An Israeli official who asked not to be named confirmed the move, telling AFP it was a bid to "strengthen the economy and support (Palestinian President Mahmoud) Abbas," who had also requested the Gaza measures.

The quantities allowed in would be 1,600 tonnes of gravel, 800 tonnes of cement and 400 tonnes of iron per day, Fattouh said.

A Hamas government official told AFP it was a positive development, but insufficient.

"It's a positive step, but Gaza needs 6,000 tonnes of gravel, 4,000 of cement and 1,500 of iron per day," deputy economy minister Hatem Oweida said.

Middle East Quartet representative Tony Blair in a statement praised "the Israeli government's decision to approve a series of easing measures for the West Bank and Gaza," but did not specify what those were.

"This is an important step in building a more positive environment for the diplomatic negotiations," Blair said.

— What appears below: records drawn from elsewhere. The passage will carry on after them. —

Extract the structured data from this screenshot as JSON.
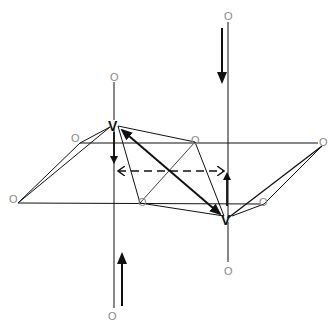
{
  "diagram": {
    "title": "",
    "colors": {
      "line": "#111111",
      "atom_label": "#888888",
      "background": "#ffffff"
    },
    "vertex_labels": {
      "upper_left_v": "V",
      "lower_right_v": "V"
    },
    "atom_labels": {
      "top_far": "O",
      "apical_upper_v": "O",
      "apical_lower_v": "O",
      "bottom_far": "O",
      "left": "O",
      "upper_left": "O",
      "upper_right": "O",
      "right": "O",
      "lower_mid": "O",
      "lower_right": "O"
    },
    "arrows": [
      {
        "id": "top-down-arrow",
        "direction": "down",
        "style": "solid"
      },
      {
        "id": "bottom-up-arrow",
        "direction": "up",
        "style": "solid"
      },
      {
        "id": "v-upper-down-arrow",
        "direction": "down",
        "style": "solid"
      },
      {
        "id": "v-lower-up-arrow",
        "direction": "up",
        "style": "solid"
      },
      {
        "id": "dashed-double-arrow",
        "direction": "horizontal-both",
        "style": "dashed"
      },
      {
        "id": "diagonal-double-arrow",
        "direction": "diagonal-both",
        "style": "solid-bold"
      }
    ]
  }
}
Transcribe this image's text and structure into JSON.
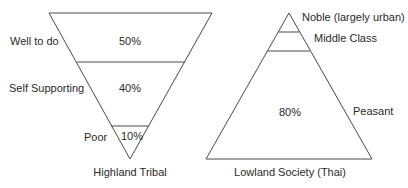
{
  "diagram": {
    "type": "social-structure-comparison",
    "line_color": "#4a4a4a",
    "left": {
      "caption": "Highland Tribal",
      "shape": "inverted-triangle",
      "tiers": [
        {
          "label": "Well to do",
          "percent": "50%"
        },
        {
          "label": "Self Supporting",
          "percent": "40%"
        },
        {
          "label": "Poor",
          "percent": "10%"
        }
      ]
    },
    "right": {
      "caption": "Lowland Society (Thai)",
      "shape": "triangle",
      "tiers": [
        {
          "label": "Noble (largely urban)",
          "percent": ""
        },
        {
          "label": "Middle Class",
          "percent": ""
        },
        {
          "label": "Peasant",
          "percent": "80%"
        }
      ]
    }
  }
}
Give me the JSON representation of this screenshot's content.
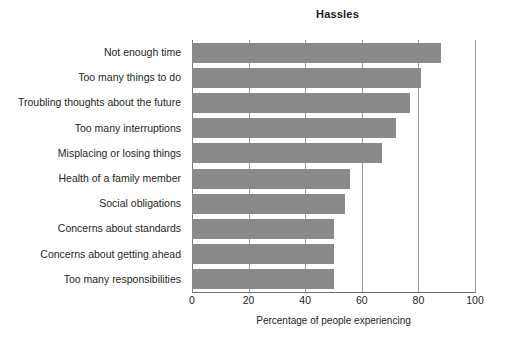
{
  "chart_data": {
    "type": "bar",
    "orientation": "horizontal",
    "title": "Hassles",
    "xlabel": "Percentage of people experiencing",
    "ylabel": "",
    "xlim": [
      0,
      100
    ],
    "xticks": [
      0,
      20,
      40,
      60,
      80,
      100
    ],
    "xtick_labels": [
      "0",
      "20",
      "40",
      "60",
      "80",
      "100"
    ],
    "grid": "vertical",
    "legend": "none",
    "bar_color": "#8a8a8a",
    "categories": [
      "Not enough time",
      "Too many things to do",
      "Troubling thoughts about the future",
      "Too many interruptions",
      "Misplacing or losing things",
      "Health of a family member",
      "Social obligations",
      "Concerns about standards",
      "Concerns about getting ahead",
      "Too many responsibilities"
    ],
    "values": [
      88,
      81,
      77,
      72,
      67,
      56,
      54,
      50,
      50,
      50
    ]
  }
}
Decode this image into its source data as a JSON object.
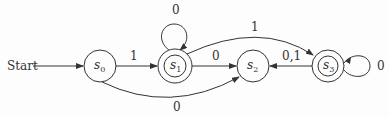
{
  "diagram": {
    "type": "finite-state-machine",
    "start_label": "Start",
    "states": [
      {
        "id": "s0",
        "name": "s",
        "sub": "0",
        "accepting": false
      },
      {
        "id": "s1",
        "name": "s",
        "sub": "1",
        "accepting": true
      },
      {
        "id": "s2",
        "name": "s",
        "sub": "2",
        "accepting": false
      },
      {
        "id": "s3",
        "name": "s",
        "sub": "3",
        "accepting": true
      }
    ],
    "transitions": [
      {
        "from": "s0",
        "to": "s1",
        "label": "1"
      },
      {
        "from": "s0",
        "to": "s2",
        "label": "0"
      },
      {
        "from": "s1",
        "to": "s1",
        "label": "0"
      },
      {
        "from": "s1",
        "to": "s2",
        "label": "0"
      },
      {
        "from": "s1",
        "to": "s3",
        "label": "1"
      },
      {
        "from": "s3",
        "to": "s2",
        "label": "0,1"
      },
      {
        "from": "s3",
        "to": "s3",
        "label": "0"
      }
    ]
  }
}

Building materials have long been smuggled from Egypt into Gaza through tunnels underneath the border town of Rafah, but the Egyptian army recently destroyed many of those after ousting president Mohammed Morsi of the Muslim Brotherhood, a Hamas ally.

Israel first imposed its land, sea and air blockade on Gaza in 2006 after militants there seized an Israeli soldier.

It was further tightened in mid-2007 when the Islamist Hamas movement took control of Gaza.

The Jewish state eased the blockade slightly following an international outcry after Israel's botched raid on a Turkish Gaza-bound flotilla in 2010 to allow food and building materials for internationally-funded projects.

Israel said it feared construction materials could be used by Hamas in their attacks against the Jewish state.

The blockade was further eased after an eight-day confrontation between Israel and Hamas militants in November 2012, following which Israel had allowed 20 trucks of gravel into the Strip a day.